COVID-19 precautions in Los Angeles delayed the process for launching the tea house, but the church isn’t deterred. They’re working on opening as they also work to launch their church plant—and as Rubio ministers to doctors and nurses caring for COVID patients at the hospital. And because the church plant can no longer gather indoors due to the pandemic, they are now worshiping from a nearby school parking lot.

“We’re not shutting down, we’re not stopping,” he says. “We just have to be more creative.”

The roots of a calling

Rubio’s creativity comes from a place of deep passion. He’s always been a passionate person, but for a time his passion was focused, as he puts it, “on the wrong things.” Rubio grew up in Los Angeles and became involved with gangs at the age of 13. Since then he’s been shot seven times, stabbed 18 times, and has spent over a dozen years of his life in jails and prisons.

“I was about to either kill somebody or be killed in prison,” he says. “I remember calling out to God that if he existed the way I believed he did, I needed him to get me out of that situation because I didn’t want to kill anybody and I didn’t want to be killed. … I pulled a Gideon on him, like if you really exist the way I think you do, I need you to get me out of this.”

And that’s exactly what happened.

“[God] physically removed me from that situation, and that day I picked up my Bible at the beginning of my prison sentence and I did nothing other than study for the next two and a half years,” says Rubio. “That’s all I did, just studied my Bible.”

When he was released from prison, Rubio began attending a church that happened to be Reformed. He didn’t know what Reformed meant, but his curiosity was piqued; he began researching Reformed theology and found himself aligned with its teaching. Meanwhile the pastor of the church—Eddy Alemán, who is now general secretary of the RCA—took Rubio under his wing and challenged him to plant a church. Rubio was in disbelief. He had been involved in efforts to support church planters, but he never thought he would plant a church himself.

That changed when Rubio later began his master of divinity degree at Western Theological Seminary. He sat in a class with an experienced church planter who described what it was like to plant a church in New York City, and the spark lit by Alemán suddenly caught flame.

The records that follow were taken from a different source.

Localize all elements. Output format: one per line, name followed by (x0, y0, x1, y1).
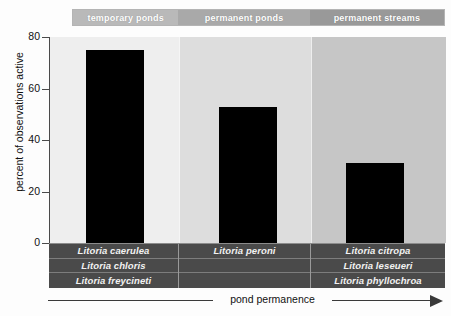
species-column-temporary-ponds: Litoria caerulea Litoria chloris Litoria… (49, 244, 178, 288)
species-row (179, 259, 310, 274)
y-tick-mark-40 (42, 140, 49, 141)
y-tick-mark-80 (42, 37, 49, 38)
panel-temporary-ponds (50, 37, 179, 243)
category-header-temporary-ponds: temporary ponds (73, 10, 178, 25)
plot-area (49, 37, 445, 243)
right-arrow-icon (430, 295, 443, 307)
species-row: Litoria citropa (311, 244, 445, 259)
y-tick-mark-20 (42, 192, 49, 193)
x-axis-title: pond permanence (210, 293, 335, 305)
y-tick-mark-60 (42, 89, 49, 90)
species-row: Litoria phyllochroa (311, 273, 445, 288)
bar-litoria-peroni (219, 107, 277, 243)
category-header-permanent-streams: permanent streams (310, 10, 444, 25)
y-axis: 80 60 40 20 0 percent of observations ac… (0, 30, 49, 250)
y-axis-title: percent of observations active (13, 32, 25, 212)
bar-litoria-citropa (346, 163, 404, 243)
y-tick-0: 0 (0, 243, 49, 244)
y-tick-label-80: 80 (28, 30, 40, 43)
x-axis-line-right (332, 300, 432, 301)
y-tick-mark-0 (42, 243, 49, 244)
y-tick-label-60: 60 (28, 82, 40, 95)
x-axis-line-left (48, 300, 213, 301)
panel-permanent-streams (311, 37, 446, 243)
category-header-band: temporary ponds permanent ponds permanen… (72, 9, 445, 26)
bar-litoria-caerulea (86, 50, 144, 243)
y-tick-label-40: 40 (28, 133, 40, 146)
x-axis: pond permanence (42, 292, 451, 312)
species-column-permanent-ponds: Litoria peroni (178, 244, 310, 288)
species-row: Litoria peroni (179, 244, 310, 259)
species-row: Litoria chloris (49, 259, 178, 274)
category-header-permanent-ponds: permanent ponds (178, 10, 309, 25)
chart-figure: temporary ponds permanent ponds permanen… (0, 0, 451, 316)
species-row: Litoria caerulea (49, 244, 178, 259)
y-tick-label-20: 20 (28, 185, 40, 198)
species-column-permanent-streams: Litoria citropa Litoria leseueri Litoria… (310, 244, 445, 288)
y-tick-label-0: 0 (34, 236, 40, 249)
species-row: Litoria leseueri (311, 259, 445, 274)
species-label-table: Litoria caerulea Litoria chloris Litoria… (49, 243, 445, 288)
species-row (179, 273, 310, 288)
panel-permanent-ponds (179, 37, 311, 243)
species-row: Litoria freycineti (49, 273, 178, 288)
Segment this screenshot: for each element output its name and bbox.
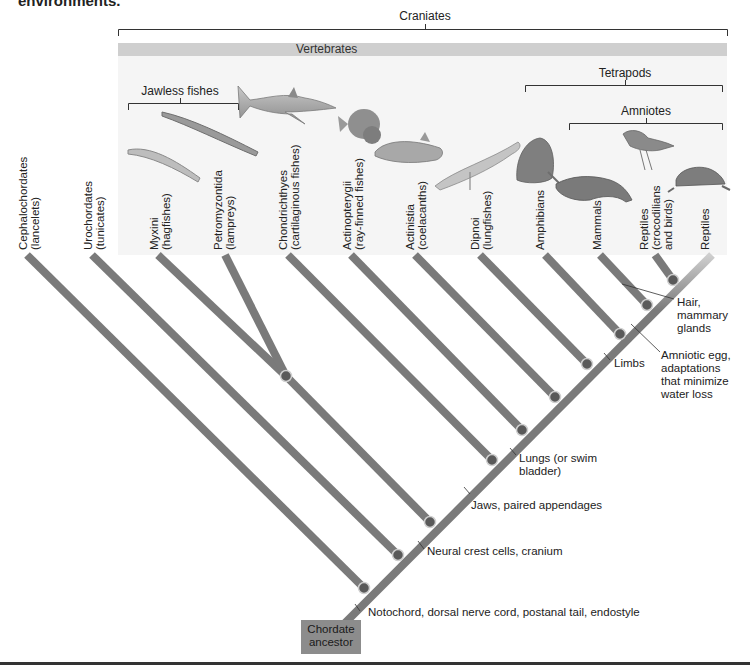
branch-cephalochordates — [27, 255, 364, 588]
vertebrates-band: Vertebrates — [118, 43, 727, 56]
taxon-actinopterygii: Actinopterygii(ray-finned fishes) — [341, 158, 365, 250]
node-tetrapods — [615, 329, 626, 340]
branch-actinistia — [415, 255, 555, 397]
taxon-urochordates: Urochordates(tunicates) — [82, 181, 106, 250]
leader-notochord — [355, 604, 360, 611]
taxon-dipnoi: Dipnoi(lungfishes) — [469, 191, 493, 250]
char-limbs: Limbs — [614, 357, 645, 370]
node-tetrapod-lungfish — [582, 359, 593, 370]
char-jaws: Jaws, paired appendages — [471, 499, 602, 512]
branch-petromyzontida — [225, 255, 286, 376]
taxon-amphibians: Amphibians — [534, 190, 546, 250]
craniates-label: Craniates — [399, 9, 450, 23]
branch-dipnoi — [480, 255, 587, 364]
header-cut-text: environments. — [18, 0, 121, 9]
leader-hair — [622, 284, 674, 299]
taxon-chondrichthyes: Chondrichthyes(cartilaginous fishes) — [277, 145, 301, 250]
leader-lungs — [510, 448, 516, 455]
branch-mammals — [600, 255, 647, 305]
branch-myxini — [158, 255, 286, 376]
branch-urochordates — [92, 255, 398, 555]
branch-chondrichthyes — [288, 255, 492, 460]
taxon-myxini: Myxini(hagfishes) — [148, 193, 172, 250]
node-craniates — [393, 550, 404, 561]
char-lungs: Lungs (or swim bladder) — [519, 452, 597, 478]
branch-craniate-base — [286, 376, 430, 522]
char-neural-crest: Neural crest cells, cranium — [427, 545, 562, 558]
bottom-rule — [0, 662, 750, 665]
taxon-reptiles-crocodilians-birds: Reptiles(crocodiliansand birds) — [638, 185, 674, 250]
branch-reptiles-birds — [655, 255, 673, 280]
amniotes-label: Amniotes — [621, 104, 671, 118]
node-lobe-fins — [550, 392, 561, 403]
leader-limbs — [604, 353, 610, 360]
leader-jaws — [464, 487, 470, 494]
node-gnathostomes — [487, 455, 498, 466]
vertebrates-label: Vertebrates — [296, 42, 357, 56]
branch-actinopterygii — [351, 255, 522, 430]
jawless-fishes-label: Jawless fishes — [141, 84, 218, 98]
branch-amphibians — [545, 255, 620, 334]
char-hair: Hair, mammary glands — [677, 296, 728, 335]
node-amniotes — [642, 300, 653, 311]
main-trunk — [343, 255, 712, 625]
node-vertebrates — [425, 517, 436, 528]
node-jawless — [281, 371, 292, 382]
char-amniotic-egg: Amniotic egg, adaptations that minimize … — [661, 349, 731, 401]
taxon-actinistia: Actinistia(coelacanths) — [404, 181, 428, 250]
tetrapods-label: Tetrapods — [599, 66, 652, 80]
node-reptiles — [668, 275, 679, 286]
taxon-reptiles: Reptiles — [699, 208, 711, 250]
taxon-petromyzontida: Petromyzontida(lampreys) — [212, 170, 236, 250]
chordate-ancestor-box: Chordate ancestor — [301, 620, 361, 654]
leader-amniotic — [631, 324, 660, 352]
node-osteichthyans — [517, 425, 528, 436]
taxon-mammals: Mammals — [591, 200, 603, 250]
char-notochord: Notochord, dorsal nerve cord, postanal t… — [368, 606, 640, 619]
leader-neural-crest — [418, 541, 424, 549]
node-chordates — [359, 583, 370, 594]
taxon-cephalochordates: Cephalochordates(lancelets) — [17, 157, 41, 250]
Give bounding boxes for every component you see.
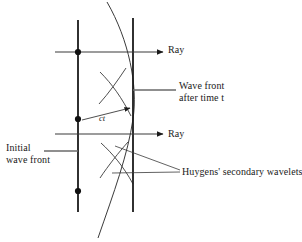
source-point-bottom xyxy=(75,188,81,194)
ray-bottom-label: Ray xyxy=(168,128,184,140)
leader-huygens-lower xyxy=(112,172,180,173)
initial-wave-front-label: Initial wave front xyxy=(6,142,50,165)
wave-front-after-time-label: Wave front after time t xyxy=(179,80,224,103)
wave-front-after-line2: after time xyxy=(179,92,221,103)
ray-top-label: Ray xyxy=(168,44,184,56)
initial-wave-front-line1: Initial xyxy=(6,142,31,153)
wavelet-arc-mid-a xyxy=(100,72,131,116)
ct-distance-arrow xyxy=(82,108,130,120)
source-point-middle xyxy=(75,116,81,122)
huygens-secondary-wavelets-label: Huygens' secondary wavelets xyxy=(182,166,302,178)
source-point-top xyxy=(75,49,81,55)
wave-front-after-line1: Wave front xyxy=(179,80,224,91)
ct-distance-label: ct xyxy=(99,113,105,125)
wave-front-time-symbol: t xyxy=(221,92,224,103)
initial-wave-front-line2: wave front xyxy=(6,154,50,165)
diagram-canvas xyxy=(0,0,302,242)
huygens-wave-diagram: Ray Ray Wave front after time t Initial … xyxy=(0,0,302,242)
wavelet-arc-low-a xyxy=(101,143,133,184)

“It seemed like everything he was saying about the qualities [and] qualifications for a church planter, all those things were just hitting me dead square between the eyes,” says Rubio. “And I really felt that God was impressing upon me through the Holy Spirit to plant a church. So I remember calling my wife during my lunch break, telling her, ‘I think the Lord is calling us to plant a church. Do you see it?’”

Edna Rubio’s answer to that question? Definitely. Affirmed, Rubio began asking his friends whether they also saw him as a church planter. Yet even as he did, several other questions began to arise: Who is going to do this with us? Where are we going to move? Where are we going to plant the church? Where will we get the funds to make this happen? Almost as quickly as the questions arose, God seemed to provide answers.

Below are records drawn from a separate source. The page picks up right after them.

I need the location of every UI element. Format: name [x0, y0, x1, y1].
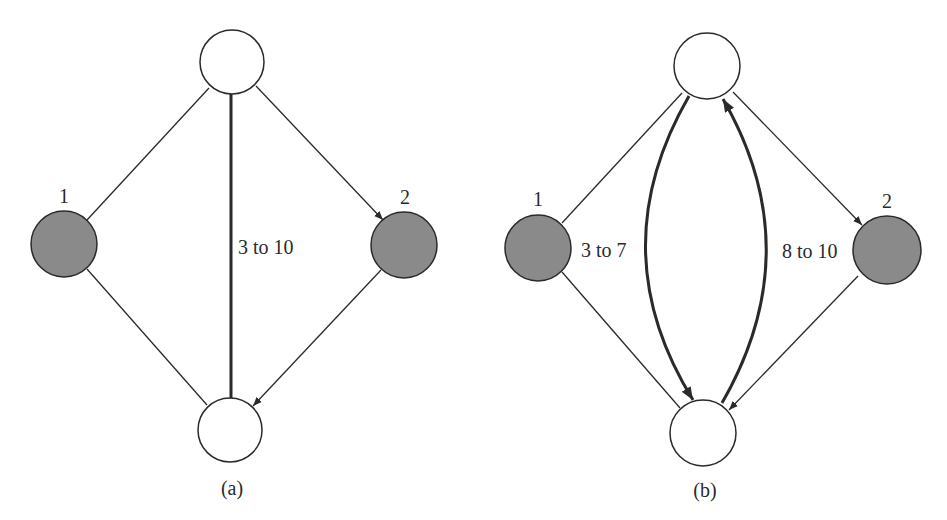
edge-label-8-to-10: 8 to 10 [782, 240, 838, 262]
edge-top-to-node1 [87, 88, 209, 220]
edge-node2-to-bottom-arrow [253, 270, 381, 406]
edge-label-3-to-7: 3 to 7 [581, 239, 627, 261]
node-top [200, 30, 264, 94]
node-1-shaded [31, 211, 97, 277]
node-bottom [670, 400, 736, 466]
node-2-label: 2 [400, 186, 410, 208]
edge-bottom-to-top-curved-arrow [722, 99, 766, 403]
edge-label-3-to-10: 3 to 10 [238, 236, 294, 258]
edge-top-to-bottom-curved-arrow [645, 96, 693, 400]
node-2-shaded [371, 212, 437, 278]
panel-b: 1 2 3 to 7 8 to 10 (b) [505, 33, 921, 502]
node-bottom [198, 398, 262, 462]
edge-top-to-node1 [562, 93, 682, 223]
edge-node1-to-bottom [87, 269, 207, 405]
panel-caption-a: (a) [221, 477, 243, 500]
node-top [674, 33, 740, 99]
node-1-label: 1 [59, 185, 69, 207]
diagram-canvas: 1 2 3 to 10 (a) 1 2 3 to 7 8 to 10 (b) [0, 0, 947, 520]
node-2-label: 2 [882, 190, 892, 212]
panel-a: 1 2 3 to 10 (a) [31, 30, 437, 500]
node-1-label: 1 [533, 188, 543, 210]
panel-caption-b: (b) [693, 479, 716, 502]
edge-top-to-node2-arrow [733, 92, 862, 225]
edge-top-to-node2-arrow [256, 86, 383, 220]
node-1-shaded [505, 215, 571, 281]
node-2-shaded [853, 216, 921, 284]
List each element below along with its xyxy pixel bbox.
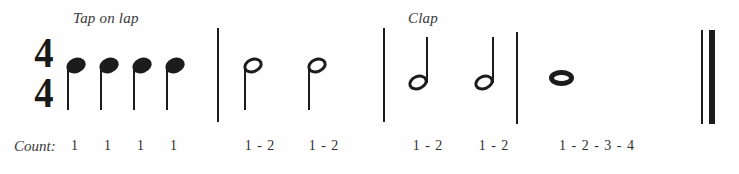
final-barline-thin <box>701 30 703 124</box>
barline-2 <box>383 28 385 122</box>
rhythm-notation-sheet: Tap on lap Clap 4 4 Count: 11111 - 21 - … <box>0 0 739 174</box>
time-signature-numerator: 4 <box>26 34 63 72</box>
count-cell-4: 1 <box>170 138 178 154</box>
count-cell-2: 1 <box>104 138 112 154</box>
half-note-2-stem <box>308 66 310 110</box>
count-cell-7: 1 - 2 <box>413 138 444 154</box>
whole-note-1-head <box>549 70 574 86</box>
final-barline-thick <box>709 30 715 124</box>
quarter-note-3-stem <box>133 66 135 110</box>
count-cell-6: 1 - 2 <box>309 138 340 154</box>
time-signature: 4 4 <box>24 36 64 114</box>
count-cell-5: 1 - 2 <box>245 138 276 154</box>
count-label: Count: <box>14 138 56 155</box>
count-row: Count: 11111 - 21 - 21 - 21 - 21 - 2 - 3… <box>0 138 739 164</box>
quarter-note-4-stem <box>166 66 168 110</box>
barline-3 <box>516 32 518 124</box>
quarter-note-2-stem <box>100 66 102 110</box>
half-note-3-stem <box>426 37 428 83</box>
instruction-clap: Clap <box>408 10 438 27</box>
instruction-tap-on-lap: Tap on lap <box>73 10 139 27</box>
count-cell-9: 1 - 2 - 3 - 4 <box>559 138 635 154</box>
time-signature-denominator: 4 <box>26 74 63 112</box>
count-cell-1: 1 <box>71 138 79 154</box>
quarter-note-1-stem <box>67 66 69 110</box>
count-cell-3: 1 <box>137 138 145 154</box>
barline-1 <box>217 28 219 122</box>
half-note-4-stem <box>492 37 494 83</box>
half-note-1-stem <box>244 66 246 110</box>
count-cell-8: 1 - 2 <box>479 138 510 154</box>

“The Lord just opened up the doors and provided the people, the means, the house for us to move into, the money to do that, and just all the different job opportunities and all the different relationships and resources and networks that we’ve tapped into,” he says.

Rubio has followed God’s call to plant churches and to serve the community of Lynwood. It’s a calling that has emerged from his own story as a young man growing up nearby.

“I think that my passion for preaching the gospel is because nobody preached it to me,” he says.

Natalia Connelly

Natalia Connelly is a student at Western Theological Seminary and a chaplain resident at Pine Rest Christian Mental Health Services in Grand Rapids, Michigan.